BY FRAIDY REISS
Correspondent
Armed with a tape measure, four library employees hovered last month outside the Monmouth County Library Headquarters in Manalapan.
They were not planning for a library expansion or security enhancements; they simply were trying to figure out where they will be allowed to stand during their cigarette breaks after a ban on smoking within 25 feet of entrances to all Monmouth County buildings goes into effect May 1.
“It’s not bad,” one of the employees, principal clerk Michele Mummel, concluded. “We just have to move over a little.”
Still, she said the outdoor smoking ban was “not the greatest thing.”
“I don’t fully agree with it,” she said, “but I’m willing to [comply] out of respect for everyone else.”
The outdoor smoking ban, which was adopted April 11 by the county Board of Freeholders, calls for a $200 fine for smokers who light up within 25 feet of access points to all buildings owned and leased by the county. Those buildings include 74 county facilities, ranging from the police academy in Freehold Township to the Mosquito Extermination Commission in Tinton Falls, as well as Brookdale Community College and park system facilities.
Also included in the ban are specific restrictions that limit where smoking is allowed outside the Monmouth County Courthouse in Freehold, beyond the 25-foot buffer, and a provision that prohibits smoking “in areas where signs are posted” beyond the buffer.

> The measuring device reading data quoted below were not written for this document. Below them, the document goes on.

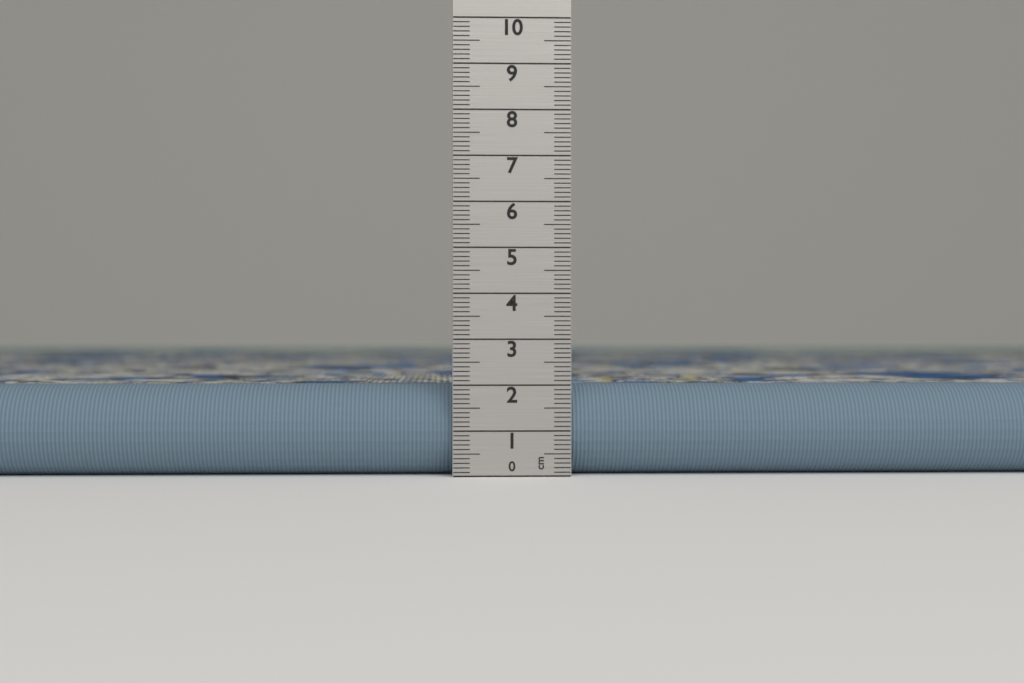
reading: 2.0 cm
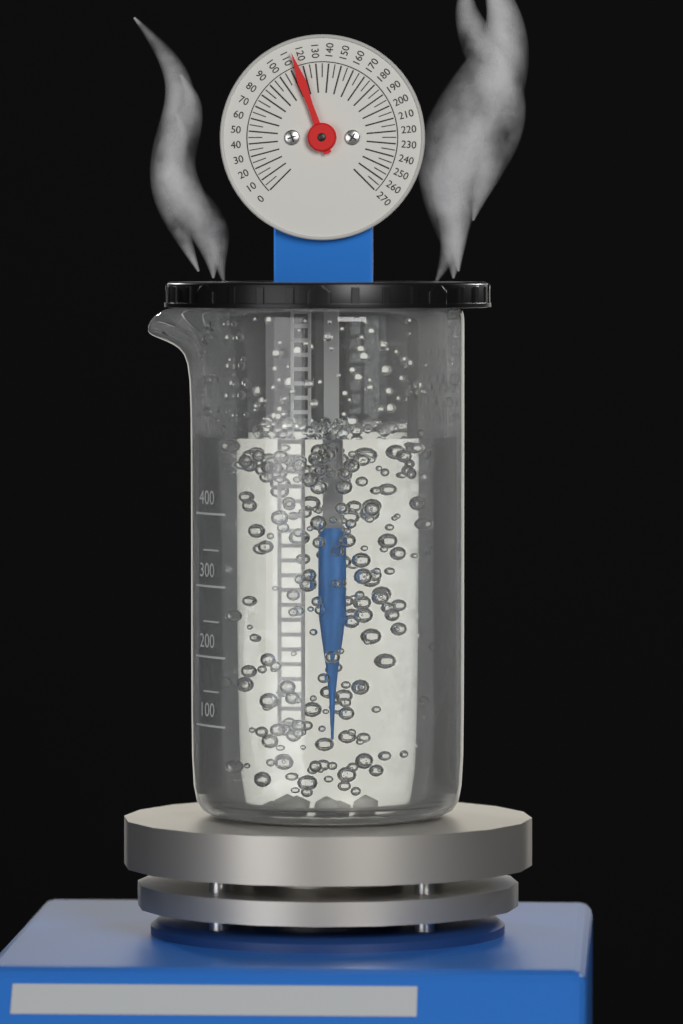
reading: 115 (no unit)
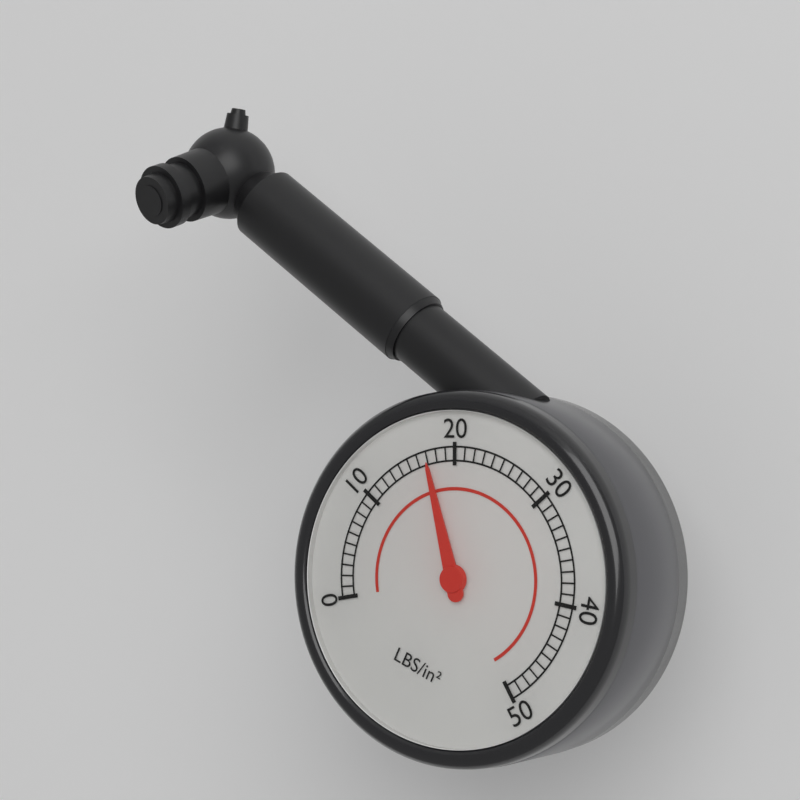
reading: 17 psi
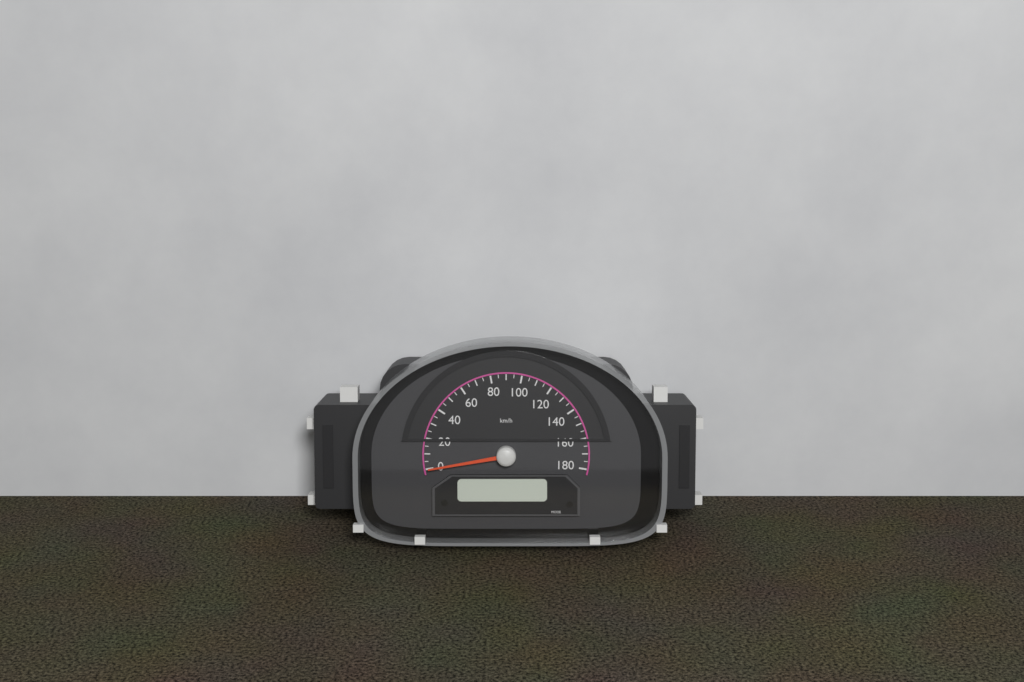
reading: 0 km/h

So far, the county has no plans to designate outdoor non-smoking areas beyond the 25-foot buffers for any building other than the courthouse, said David Medeiros, operations manager for the department of buildings and grounds.
However, that might change in the weeks after the ban goes into effect, he said.
“I’m waiting to see where [smokers] will congregate outside the 25 feet,” he said. “If everyone moves from the doorway and stands on the sidewalk, it solves nothing.”
Specifics of a statewide ban on smoking in most indoor public places and workplaces, which became effective April 15, will not be finalized until June, but one proposed rule includes a 25-foot buffer between smokers and non-smoking areas. If that proposed rule becomes state law, a smoker who took a puff outside a Monmouth County building would be violating both state and county law.
County spokesman Bill Heine said it was “unlikely” such a violator would be cited twice – for breaking state law and for breaking county law – but it could happen.
“You could conceivably get two summonses,” Heine said.
Throughout the state, two other counties, Burlington and Sussex, have passed similar bans on smoking near county buildings, said Ruth Boorujy, assistant to New Jersey GASP (Group Against Smoking Pollution). Also seven towns, none of them in Monmouth County, have adopted similar measures, she said.
Monmouth County attorney Malcolm Carton has said the idea for the county’s ban on smoking near entrances to its buildings came from state Superior Court Judge Lawrence Lawson, who sits in Freehold. Both Carton and Lawson were not available for comment.
The ban is intended to protect nonsmokers from inhaling secondhand smoke as they enter county buildings, Freeholder Director William C. Barham said.
“We, as freeholders, have a responsibility to protect all the people of Monmouth County,” he said.